USAMRDC Supports Development of Wearable Head Trauma Diagnostic Device
FORT DETRICK, Md. — A new invention developed with the support of the U.S. Army Medical Research and Development Command's Medical Technology Transfer Office could someday provide medics and first responders with a portable, easy-to-use means of quickly diagnosing and constantly monitoring head injuries, reducing the risk of permanent injury and fatality.
The wearable ultrasound intracranial pressure monitor, invented by Col. Tyler Harris of Womack Army Medical Center and Maj. Jason Perez of Irwin Army Community Hospital, uses multiple small high-frequency sound wave emitters attached to a flexible adhesive strip placed on a patient's closed eyelid. The emitters send out short ultrasonic pulses that measure the diameter of the optic nerve sheath at the back of the eyeball, which has been shown to expand in response to increasing pressure within the skull, thus providing doctors with a useful gauge of the severity of the injury.
Significant head trauma is a complicating injury that occurs in at least 30% of traumatic deaths. Prolonged exposure to elevated pressure inside the skull caused by head trauma can cause strokes, seizures, neurological damage and even death, so immediate diagnosis is essential for a patient's survival and full recovery. Medical professionals already use ultrasound devices to help gauge the severity of intracranial pressure; however, they require skilled technicians to operate them, and they cannot provide constant monitoring of the patient's condition autonomously.
It was those drawbacks that inspired the search for a better alternative during the closing days of the war in Afghanistan.
In August 2021, as U.S. and NATO troops were withdrawing from Afghanistan, Harris and Perez were in Kandahar serving on a 10-person split surgical team assisting in the closure of forward operating bases when they learned that the senior leader of a local organization had a young son with a life-threatening head injury. The team was able to secure a place for the boy on a flight to Bagram Airfield, where neurosurgeons at Craig Joint Theater Hospital could care for him.

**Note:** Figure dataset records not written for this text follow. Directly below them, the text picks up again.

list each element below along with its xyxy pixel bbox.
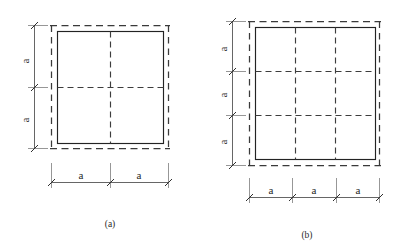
panel-a-vertical-label-1: a bbox=[19, 58, 31, 63]
figure-container: a a a a (a) bbox=[0, 0, 418, 247]
panel-a-caption: (a) bbox=[105, 219, 116, 230]
panel-b-vertical-label-1: a bbox=[217, 46, 229, 51]
panel-b-grid-lines bbox=[256, 28, 376, 160]
panel-a-vertical-label-2: a bbox=[19, 117, 31, 122]
panel-a-group: a a a a (a) bbox=[19, 22, 172, 230]
panel-b-vertical-label-2: a bbox=[217, 92, 229, 97]
panel-a-vertical-dimension bbox=[28, 22, 48, 152]
panel-a-horizontal-label-2: a bbox=[137, 169, 142, 181]
panel-a-horizontal-label-1: a bbox=[79, 169, 84, 181]
panel-b-horizontal-label-1: a bbox=[269, 184, 274, 196]
panel-b-caption: (b) bbox=[301, 230, 312, 241]
panel-a-grid-lines bbox=[58, 32, 164, 144]
panel-b-dashed-outline bbox=[248, 22, 381, 166]
panel-b-vertical-label-3: a bbox=[217, 139, 229, 144]
panel-b-horizontal-label-3: a bbox=[356, 184, 361, 196]
panel-b-group: a a a a a a (b) bbox=[217, 18, 383, 241]
panel-b-solid-square bbox=[256, 28, 376, 160]
panel-b-horizontal-label-2: a bbox=[312, 184, 317, 196]
panel-a-horizontal-dimension bbox=[48, 163, 172, 188]
diagram-canvas: a a a a (a) bbox=[0, 0, 418, 247]
panel-b-vertical-dimension bbox=[226, 18, 246, 169]
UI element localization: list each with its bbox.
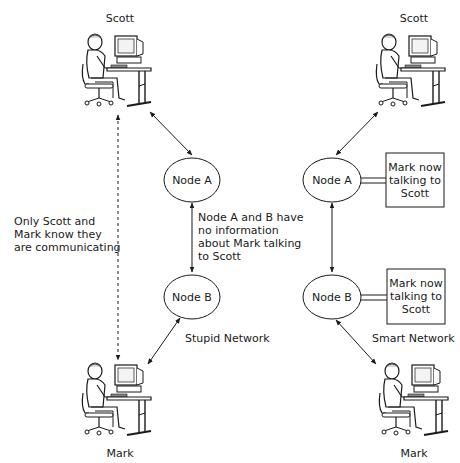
right-mark-workstation-icon — [379, 363, 448, 435]
left-scott-workstation-icon — [82, 34, 151, 106]
left-bottom-user-label: Mark — [90, 447, 150, 460]
right-scott-to-node-a-link — [336, 112, 378, 155]
right-node-b-state-connector — [361, 295, 387, 300]
left-middle-note: Node A and B have no information about M… — [198, 211, 303, 263]
right-top-user-label: Scott — [384, 12, 444, 25]
right-bottom-user-label: Mark — [384, 447, 444, 460]
right-scott-workstation-icon — [376, 34, 445, 106]
right-node-a-state-connector — [361, 178, 386, 183]
right-node-b-label: Node B — [303, 291, 361, 304]
right-state-box-a-text: Mark now talking to Scott — [386, 161, 444, 200]
left-node-b-to-mark-link — [148, 318, 180, 364]
right-node-b-to-mark-link — [336, 320, 376, 364]
right-node-a-label: Node A — [303, 174, 361, 187]
right-state-box-b-text: Mark now talking to Scott — [387, 277, 445, 316]
left-node-a-label: Node A — [164, 174, 220, 187]
left-side-note: Only Scott and Mark know they are commun… — [14, 215, 121, 254]
left-mark-workstation-icon — [82, 363, 151, 435]
left-scott-to-node-a-link — [150, 112, 192, 155]
left-network-label: Stupid Network — [185, 332, 270, 345]
left-top-user-label: Scott — [90, 12, 150, 25]
left-node-b-label: Node B — [164, 291, 220, 304]
right-network-label: Smart Network — [372, 332, 455, 345]
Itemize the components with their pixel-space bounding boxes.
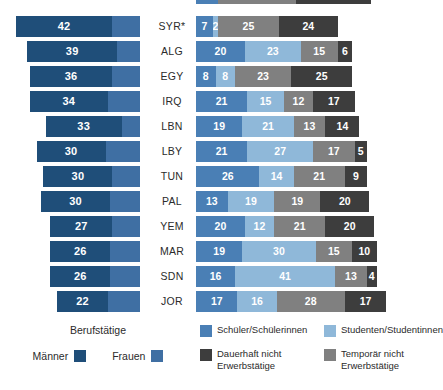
bar-segment-temporaer-nicht: 12 [284,91,313,112]
bar-segment-maenner: 34 [30,91,108,112]
legend-swatch-maenner [74,350,86,362]
bar-segment-maenner: 26 [50,241,110,262]
bar-value-schueler: 20 [215,221,227,232]
chart-row: 34IRQ21151217 [0,89,443,114]
gender-bar: 22 [57,291,140,312]
bar-value-maenner: 42 [58,21,71,32]
bar-segment-temporaer-nicht: 21 [294,166,345,187]
status-stacked-bar: 2023156 [196,41,352,62]
bar-value-studenten: 27 [274,146,286,157]
bar-value-temporaer-nicht: 23 [257,71,269,82]
bar-segment-schueler: 13 [196,191,228,212]
chart-container: 42SYR*72252439ALG202315636EGY88232534IRQ… [0,0,443,390]
gender-bar: 33 [46,116,140,137]
bar-value-temporaer-nicht: 17 [328,146,340,157]
country-label: ALG [150,41,194,62]
bar-value-dauerhaft-nicht: 25 [316,71,328,82]
bar-segment-frauen [112,166,140,187]
legend-swatch-frauen [151,350,163,362]
bar-value-schueler: 7 [202,21,208,32]
gender-bar: 34 [30,91,140,112]
bar-value-studenten: 41 [279,271,291,282]
bar-segment-studenten: 15 [247,91,284,112]
left-bar-track: 34 [0,91,140,112]
country-label: YEM [150,216,194,237]
bar-value-schueler: 26 [222,171,234,182]
bar-segment-frauen [122,116,140,137]
country-label: MAR [150,241,194,262]
bar-value-dauerhaft-nicht: 20 [339,196,351,207]
status-stacked-bar: 13191920 [196,191,369,212]
bar-segment-frauen [112,16,140,37]
bar-segment-studenten: 12 [245,216,274,237]
bar-value-maenner: 36 [65,71,78,82]
bar-value-dauerhaft-nicht: 5 [358,146,364,157]
status-stacked-bar: 1641134 [196,266,377,287]
gender-bar: 30 [37,141,141,162]
chart-row: 26SDN1641134 [0,264,443,289]
bar-value-dauerhaft-nicht: 10 [358,246,370,257]
left-bar-track: 22 [0,291,140,312]
bar-segment-maenner: 22 [57,291,108,312]
country-label: SDN [150,266,194,287]
bar-segment-studenten: 16 [237,291,276,312]
left-bar-track: 30 [0,191,140,212]
legend-item-frauen: Frauen [112,350,163,362]
left-bar-track: 36 [0,66,140,87]
bar-segment-studenten: 21 [242,116,293,137]
bar-value-dauerhaft-nicht: 20 [344,221,356,232]
bar-value-maenner: 39 [66,46,79,57]
bar-segment-schueler: 16 [196,266,235,287]
gender-bar: 42 [16,16,140,37]
bar-value-studenten: 12 [254,221,266,232]
bar-segment-frauen [117,41,140,62]
chart-row: 42SYR*722524 [0,14,443,39]
bar-value-dauerhaft-nicht: 24 [302,21,314,32]
chart-row: 22JOR17162817 [0,289,443,314]
legend-item-dauerhaft: Dauerhaft nicht Erwerbstätige [200,348,281,371]
bar-segment-dauerhaft-nicht: 17 [313,91,354,112]
country-label: LBY [150,141,194,162]
left-bar-track: 26 [0,266,140,287]
bar-value-temporaer-nicht: 15 [313,46,325,57]
country-label: PAL [150,191,194,212]
left-bar-track: 42 [0,16,140,37]
left-bar-track: 33 [0,116,140,137]
bar-segment-temporaer-nicht: 21 [274,216,325,237]
bar-segment-dauerhaft-nicht: 5 [355,141,367,162]
bar-segment-studenten: 19 [228,191,274,212]
bar-value-studenten: 16 [251,296,263,307]
top-cutoff-segment [218,0,296,4]
right-bar-track: 17162817 [196,291,440,312]
bar-segment-schueler: 21 [196,91,247,112]
gender-bar: 27 [50,216,140,237]
bar-value-dauerhaft-nicht: 9 [353,171,359,182]
bar-segment-temporaer-nicht: 15 [301,41,338,62]
legend-employed-title: Berufstätige [0,324,196,336]
bar-segment-dauerhaft-nicht: 20 [320,191,369,212]
bar-segment-studenten: 8 [216,66,236,87]
gender-bar: 26 [50,266,140,287]
status-stacked-bar: 722524 [196,16,338,37]
left-bar-track: 39 [0,41,140,62]
bar-segment-dauerhaft-nicht: 17 [345,291,386,312]
bar-value-temporaer-nicht: 25 [243,21,255,32]
bar-segment-schueler: 19 [196,116,242,137]
legend-employed-group: Berufstätige Männer Frauen [0,322,196,362]
bar-segment-schueler: 8 [196,66,216,87]
chart-row: 33LBN19211314 [0,114,443,139]
bar-value-schueler: 19 [213,121,225,132]
bar-value-temporaer-nicht: 21 [313,171,325,182]
bar-value-maenner: 33 [77,121,90,132]
chart-row: 30PAL13191920 [0,189,443,214]
status-stacked-bar: 20122120 [196,216,374,237]
bar-value-maenner: 30 [69,196,82,207]
left-bar-track: 26 [0,241,140,262]
bar-segment-dauerhaft-nicht: 25 [291,66,352,87]
bar-value-temporaer-nicht: 12 [293,96,305,107]
bar-value-dauerhaft-nicht: 14 [337,121,349,132]
bar-segment-frauen [110,191,140,212]
left-bar-track: 30 [0,141,140,162]
right-bar-track: 2127175 [196,141,440,162]
bar-value-schueler: 16 [210,271,222,282]
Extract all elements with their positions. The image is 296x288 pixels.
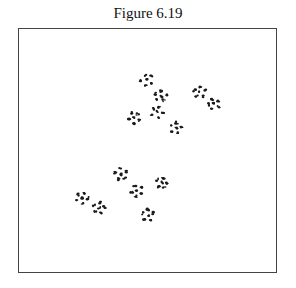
fractal-cluster xyxy=(139,74,154,87)
fractal-dot-plot xyxy=(0,0,296,288)
fractal-cluster xyxy=(129,185,143,198)
fractal-cluster xyxy=(150,106,165,119)
fractal-cluster xyxy=(141,207,155,221)
fractal-cluster xyxy=(113,167,128,181)
fractal-cluster xyxy=(92,201,107,215)
fractal-cluster xyxy=(170,121,184,134)
fractal-cluster xyxy=(75,192,89,205)
fractal-cluster xyxy=(155,177,169,188)
fractal-cluster xyxy=(207,98,220,110)
fractal-cluster xyxy=(154,89,169,102)
fractal-cluster xyxy=(127,111,141,125)
fractal-cluster xyxy=(192,86,207,99)
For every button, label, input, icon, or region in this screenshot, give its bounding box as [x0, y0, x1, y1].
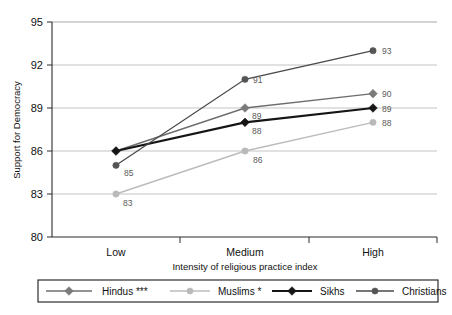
x-tick-label-high: High: [362, 246, 384, 258]
y-tick-label-83: 83: [31, 188, 43, 200]
data-point-muslims-low: [113, 191, 119, 197]
series-muslims: [116, 122, 373, 194]
y-tick-label-80: 80: [31, 231, 43, 243]
y-tick-label-95: 95: [31, 16, 43, 28]
data-point-christians-medium: [242, 76, 248, 82]
data-point-christians-low: [113, 162, 119, 168]
series-line-muslims: [116, 122, 373, 194]
legend-label-sikhs: Sikhs: [320, 286, 344, 297]
point-label-muslims-low: 83: [123, 198, 133, 208]
y-tick-label-89: 89: [31, 102, 43, 114]
x-tick-label-medium: Medium: [226, 246, 264, 258]
x-tick-label-low: Low: [106, 246, 126, 258]
y-axis-title: Support for Democracy: [11, 81, 22, 179]
point-label-muslims-high: 88: [382, 118, 392, 128]
legend-marker-christians: [372, 288, 378, 294]
data-point-muslims-high: [370, 119, 376, 125]
legend-label-muslims: Muslims *: [218, 286, 261, 297]
point-label-hindus-medium: 89: [252, 111, 262, 121]
point-label-sikhs-medium: 88: [252, 126, 262, 136]
legend-marker-muslims: [187, 288, 193, 294]
data-series-layer: [112, 47, 378, 197]
legend-label-hindus: Hindus ***: [102, 286, 148, 297]
axes: [47, 22, 437, 243]
point-label-muslims-medium: 86: [253, 155, 263, 165]
data-point-sikhs-medium: [241, 118, 250, 127]
data-point-hindus-high: [369, 89, 378, 98]
legend-label-christians: Christians: [402, 286, 446, 297]
data-point-christians-high: [370, 47, 376, 53]
chart-container: 95 92 89 86 83 80 Support for Democracy …: [0, 0, 452, 315]
data-point-muslims-medium: [242, 148, 248, 154]
data-point-sikhs-low: [112, 147, 121, 156]
point-label-christians-low: 85: [124, 168, 134, 178]
series-sikhs: [116, 108, 373, 151]
y-tick-label-92: 92: [31, 59, 43, 71]
x-axis-title: Intensity of religious practice index: [172, 261, 317, 272]
point-label-hindus-high: 90: [382, 89, 392, 99]
line-chart: 95 92 89 86 83 80 Support for Democracy …: [0, 0, 452, 315]
point-label-sikhs-high: 89: [382, 104, 392, 114]
data-point-hindus-medium: [241, 104, 250, 113]
series-line-sikhs: [116, 108, 373, 151]
y-tick-label-86: 86: [31, 145, 43, 157]
data-point-sikhs-high: [369, 104, 378, 113]
point-label-christians-medium: 91: [253, 75, 263, 85]
point-label-christians-high: 93: [382, 46, 392, 56]
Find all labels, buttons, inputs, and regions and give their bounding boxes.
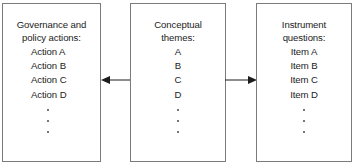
box-themes-title-line1: Conceptual bbox=[131, 18, 225, 31]
ellipsis-dot bbox=[303, 131, 305, 133]
ellipsis-dot bbox=[303, 120, 305, 122]
box-governance-title: Governance and policy actions: bbox=[3, 18, 100, 44]
list-item: A bbox=[131, 45, 225, 59]
connector-themes-to-questions bbox=[225, 74, 257, 86]
ellipsis-dot bbox=[177, 131, 179, 133]
box-themes-vertical-ellipsis-icon bbox=[131, 109, 225, 133]
list-item: Item A bbox=[257, 45, 351, 59]
ellipsis-dot bbox=[177, 109, 179, 111]
box-themes-title-line2: themes: bbox=[131, 31, 225, 44]
ellipsis-dot bbox=[303, 109, 305, 111]
ellipsis-dot bbox=[47, 109, 49, 111]
box-questions-title: Instrument questions: bbox=[257, 18, 351, 44]
list-item: C bbox=[131, 73, 225, 87]
list-item: Item D bbox=[257, 88, 351, 102]
ellipsis-dot bbox=[47, 120, 49, 122]
list-item: Item C bbox=[257, 73, 351, 87]
arrow-left-icon bbox=[101, 74, 131, 86]
ellipsis-dot bbox=[47, 131, 49, 133]
list-item: Action C bbox=[31, 73, 66, 87]
list-item: Action D bbox=[31, 88, 66, 102]
box-questions-title-line1: Instrument bbox=[257, 18, 351, 31]
list-item: Action B bbox=[31, 59, 66, 73]
box-themes-item-list: A B C D bbox=[131, 45, 225, 102]
box-themes-title: Conceptual themes: bbox=[131, 18, 225, 44]
box-questions-item-list: Item A Item B Item C Item D bbox=[257, 45, 351, 102]
list-item: Action A bbox=[31, 45, 66, 59]
list-item: D bbox=[131, 88, 225, 102]
box-conceptual-themes: Conceptual themes: A B C D bbox=[130, 3, 226, 162]
box-instrument-questions: Instrument questions: Item A Item B Item… bbox=[256, 3, 352, 162]
box-questions-title-line2: questions: bbox=[257, 31, 351, 44]
arrow-right-icon bbox=[225, 74, 257, 86]
diagram-canvas: Governance and policy actions: Action A … bbox=[0, 0, 354, 166]
ellipsis-dot bbox=[177, 120, 179, 122]
box-governance-title-line2: policy actions: bbox=[3, 31, 100, 44]
box-governance-policy-actions: Governance and policy actions: Action A … bbox=[2, 3, 101, 162]
box-governance-item-list: Action A Action B Action C Action D bbox=[31, 45, 66, 102]
box-governance-title-line1: Governance and bbox=[3, 18, 100, 31]
connector-themes-to-governance bbox=[101, 74, 131, 86]
list-item: Item B bbox=[257, 59, 351, 73]
list-item: B bbox=[131, 59, 225, 73]
box-governance-vertical-ellipsis-icon bbox=[47, 109, 49, 133]
box-questions-vertical-ellipsis-icon bbox=[257, 109, 351, 133]
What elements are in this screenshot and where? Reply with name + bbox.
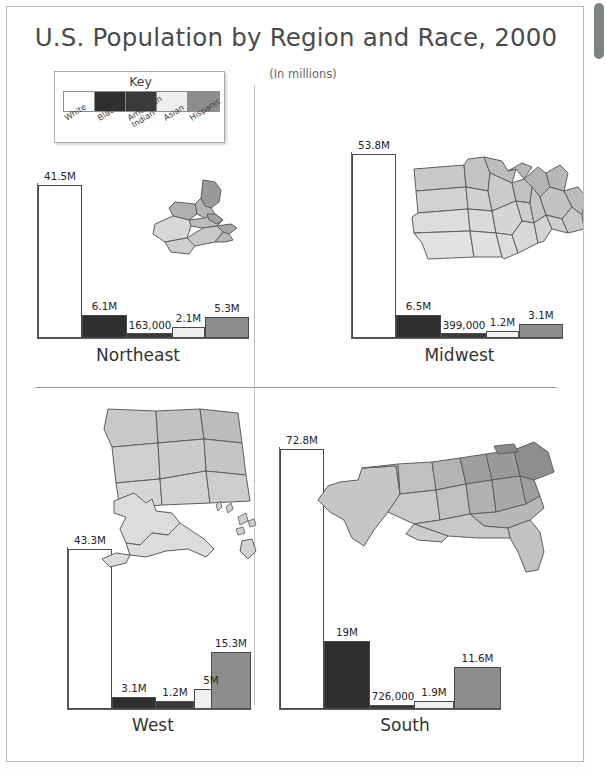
bar-hispanic	[205, 317, 249, 338]
bar-american-indian	[441, 333, 486, 338]
scrollbar-thumb[interactable]	[594, 3, 604, 59]
infographic-page: U.S. Population by Region and Race, 2000…	[0, 0, 606, 770]
west-region-map	[93, 407, 258, 617]
region-title-west: West	[53, 715, 253, 735]
quadrant-midwest: 53.8M 6.5M 399,000 1.2M 3.1M Midwest	[337, 135, 582, 379]
quadrant-west: 43.3M 3.1M 1.2M 5M 15.3M West	[23, 407, 258, 737]
bar-value-hispanic: 11.6M	[454, 652, 501, 664]
region-title-south: South	[305, 715, 505, 735]
bar-value-hispanic: 3.1M	[519, 309, 563, 321]
bar-black	[112, 697, 156, 709]
northeast-region-map	[141, 175, 251, 275]
quadrant-northeast: 41.5M 6.1M 163,000 2.1M 5.3M Northeast	[23, 167, 253, 377]
bar-value-hispanic: 5.3M	[205, 302, 249, 314]
bar-value-asian: 1.9M	[414, 686, 454, 698]
key-title: Key	[55, 74, 226, 89]
bar-value-black: 6.1M	[82, 300, 127, 312]
bar-white	[352, 154, 396, 338]
bar-american-indian	[370, 705, 414, 709]
bar-american-indian	[156, 701, 194, 709]
bar-value-white: 41.5M	[38, 170, 82, 182]
bar-hispanic	[519, 324, 563, 338]
infographic-sheet: U.S. Population by Region and Race, 2000…	[6, 6, 584, 762]
key-legend: Key White Black American Indian Asian Hi…	[54, 71, 225, 143]
bar-value-asian: 5M	[194, 674, 228, 686]
chart-axis-x	[279, 709, 501, 710]
bar-american-indian	[127, 333, 172, 338]
bar-asian	[414, 701, 454, 709]
bar-value-black: 19M	[324, 626, 370, 638]
chart-axis-x	[351, 338, 563, 339]
bar-value-asian: 1.2M	[486, 316, 519, 328]
bar-value-white: 53.8M	[352, 139, 396, 151]
chart-axis-x	[67, 709, 251, 710]
units-subtitle: (In millions)	[243, 67, 363, 81]
bar-value-black: 6.5M	[396, 300, 441, 312]
page-title: U.S. Population by Region and Race, 2000	[7, 23, 584, 52]
bar-value-hispanic: 15.3M	[211, 637, 251, 649]
south-region-map	[315, 439, 565, 589]
bar-value-american-indian: 1.2M	[153, 686, 197, 698]
midwest-region-map	[409, 153, 584, 261]
key-label-row: White Black American Indian Asian Hispan…	[63, 112, 225, 142]
vertical-scrollbar[interactable]	[592, 0, 606, 770]
region-title-northeast: Northeast	[23, 345, 253, 365]
quadrant-south: 72.8M 19M 726,000 1.9M 11.6M South	[275, 429, 575, 739]
horizontal-divider	[35, 387, 557, 388]
bar-white	[38, 185, 82, 338]
bar-value-asian: 2.1M	[172, 312, 205, 324]
bar-hispanic	[454, 667, 501, 709]
bar-value-black: 3.1M	[112, 682, 156, 694]
chart-axis-x	[37, 338, 249, 339]
bar-asian	[486, 331, 519, 338]
region-title-midwest: Midwest	[337, 345, 582, 365]
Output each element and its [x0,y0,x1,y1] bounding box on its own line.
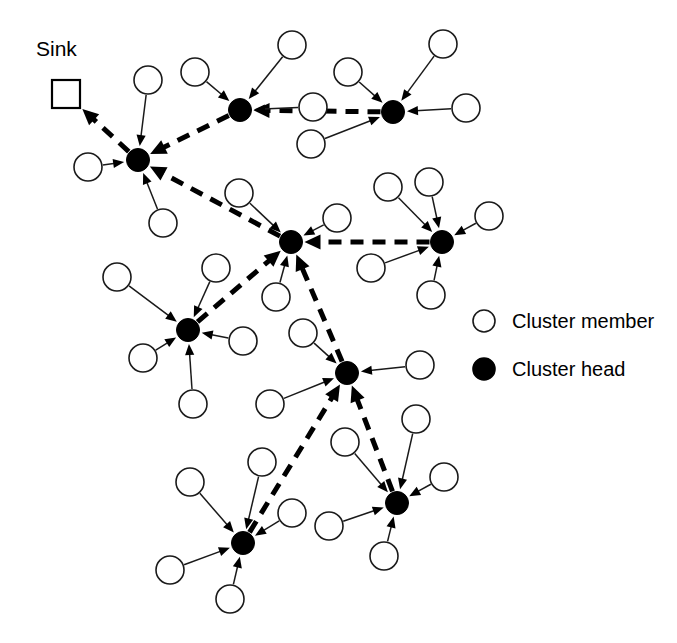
backbone-link [92,118,128,151]
cluster-head-node [127,149,150,172]
member-link [388,525,392,541]
cluster-member-nodes-layer [74,30,503,613]
cluster-member-node [248,448,276,476]
backbone-link [162,116,228,149]
cluster-member-node [429,30,457,58]
member-link [141,95,146,137]
cluster-head-node [431,231,454,254]
cluster-member-node [331,428,359,456]
cluster-member-node [278,31,306,59]
member-arrowhead [409,487,421,496]
cluster-head-node [229,99,252,122]
member-link [197,282,209,310]
member-arrowhead [165,311,177,321]
cluster-member-node [475,202,503,230]
backbone-arrowhead [82,109,99,125]
member-link [399,198,427,226]
member-arrowhead [432,217,441,229]
member-arrowhead [113,159,125,168]
cluster-member-node [129,344,157,372]
sink-label: Sink [36,37,77,60]
member-link [284,382,326,399]
member-link [254,57,282,92]
member-arrowhead [398,478,407,490]
member-arrowhead [387,517,396,529]
member-link [417,484,431,492]
cluster-member-node [299,93,327,121]
cluster-member-node [134,66,162,94]
member-link [416,109,451,111]
legend: Cluster memberCluster head [473,310,655,380]
member-arrowhead [432,256,441,268]
legend-label: Cluster member [512,310,655,332]
cluster-head-node [280,231,303,254]
cluster-head-node [232,532,255,555]
member-arrowhead [255,526,267,536]
member-link [190,353,192,389]
member-link [156,342,169,350]
member-link [325,120,372,138]
member-arrowhead [137,135,146,146]
cluster-member-node [357,254,385,282]
member-link [434,264,437,280]
sink-node [52,80,80,108]
cluster-member-node [225,179,253,207]
cluster-member-node [406,351,434,379]
backbone-arrowhead [150,166,168,180]
cluster-member-node [262,283,290,311]
member-link [210,334,228,338]
network-topology-diagram: Sink Cluster memberCluster head [0,0,677,643]
legend-label: Cluster head [512,358,625,380]
member-arrowhead [143,173,152,185]
cluster-member-node [74,153,102,181]
backbone-arrowhead [305,235,321,250]
sink-node-group: Sink [36,37,80,108]
member-link [385,250,421,263]
member-arrowhead [218,547,230,556]
member-arrowhead [185,344,194,355]
backbone-link [162,173,280,236]
member-link [314,343,330,358]
cluster-member-node [402,405,430,433]
cluster-member-node [417,281,445,309]
member-link [233,565,237,584]
member-link [184,551,222,565]
cluster-member-node [149,209,177,237]
member-link [432,197,437,220]
member-link [280,264,285,283]
backbone-link [302,267,342,362]
cluster-head-node [382,101,405,124]
member-link [370,367,405,371]
member-arrowhead [249,88,259,99]
cluster-head-node [336,362,359,385]
member-arrowhead [417,246,429,255]
cluster-member-node [315,512,343,540]
member-arrowhead [368,117,380,126]
member-arrowhead [164,337,176,347]
legend-marker-filled-circle [473,358,495,380]
cluster-member-node [374,173,402,201]
cluster-member-node [297,130,325,158]
member-link [407,56,435,94]
member-link [146,181,157,209]
member-link [355,453,382,485]
cluster-member-node [156,556,184,584]
cluster-head-node [177,319,200,342]
cluster-member-node [176,468,204,496]
cluster-member-node [452,94,480,122]
member-link [402,434,413,481]
legend-marker-open-circle [473,310,495,332]
member-arrowhead [280,256,289,268]
member-arrowhead [202,330,214,339]
cluster-member-node [415,168,443,196]
member-arrowhead [401,89,411,101]
cluster-member-node [202,254,230,282]
member-link [129,286,170,316]
cluster-member-node [334,58,362,86]
cluster-member-node [370,542,398,570]
cluster-member-node [103,263,131,291]
member-link [248,477,258,521]
member-arrowhead [407,106,418,115]
cluster-member-node [181,58,209,86]
cluster-member-node [229,327,257,355]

Perez, the team's anesthesia provider, used a handheld ultrasound device to determine that the boy's condition was worsening. However, the team could not afford to spare Perez to travel with the boy, and as a result his condition could not be monitored during the flight. Sadly, upon his arrival at Craig the boy was declared brain dead, and his body was subsequently flown back to his family.
"That was a traumatic experience for the team, and it left us with some questions," recalls Harris. "Why didn't we have some kind of capability to monitor patients more consistently in prolonged field care situations or austere conditions?"
Harris and Perez began discussing what such a device would look like while they were still in Afghanistan, and contacted Womack's Clinical Investigation Department to inform them that they might have a patentable idea. The department, in turn, submitted their notes and preliminary sketches to MRDC's Medical Technology Transfer Office, which coordinates intellectual property licensing to help DOD inventors successfully commercialize their products for the Warfighter.
MTT uses an award-winning process it developed called Assistive Technology Transfer, or AT2, which involves working with inventors to systematically mature and de-risk their biomedical technologies to the point that they are ready for licensing by commercial partners. The AT2 process ensures that the first-generation products that reach the Warfighter are mature and military ready. Ron Marchessault, one of MTT's experienced licensing officers, helped Harris and Perez apply for a provisional patent and is working with them to identify and apply for federal funding, including from MRDC's Congressionally Directed Medical Research Programs and the Telemedicine and Advanced Technology Research Center's Advanced Medical Technology Initiative.
The inventors collaborated with a biomedical development company that constructed a basic prototype of the device using parts from a dismantled commercially available handheld ultrasound scanner, with the help of funds provided by Womack's Clinical Investigation Department. Using the prototype to conduct proof-of-concept experiments using a model eyeball and optic nerve sheath, Harris found that the device produced an average measurement that was within 5% of the physical diameter of the sheath, a highly accurate result that validated the invention's premise.
Harris presented these results at the March 2024 State of the Technology Meeting on Neurotrauma Diagnosis, Monitoring and Assessment in Washington, DC, hosted by USAMRDC's Combat Casualty Care Research Program, the Biomedical Advanced Research and Development Authority and the Medical Technology Enterprises Consortium.
"There was definitely interest in it," says Harris. "Obviously folks want to see clinical data, but the potential was definitely recognized, and several folks expressed significant interest in the idea."
Harris says that a wearable ultrasound intracranial pressure monitor could have a wide range of applications in addition to the military, including intensive care units and first responders as well as highly specialized fields such as sports medicine and mountain rescue.
"There's a lot of up-and-coming technology designed to help people manage head trauma, but most of it is still in the early research phase or undergoing clinical trials, and the products are still 10 or 15 years down the road," explains Harris. "With the right funding and the right development team, this device should be relatively easy to transition quickly into the hands of the people who need it."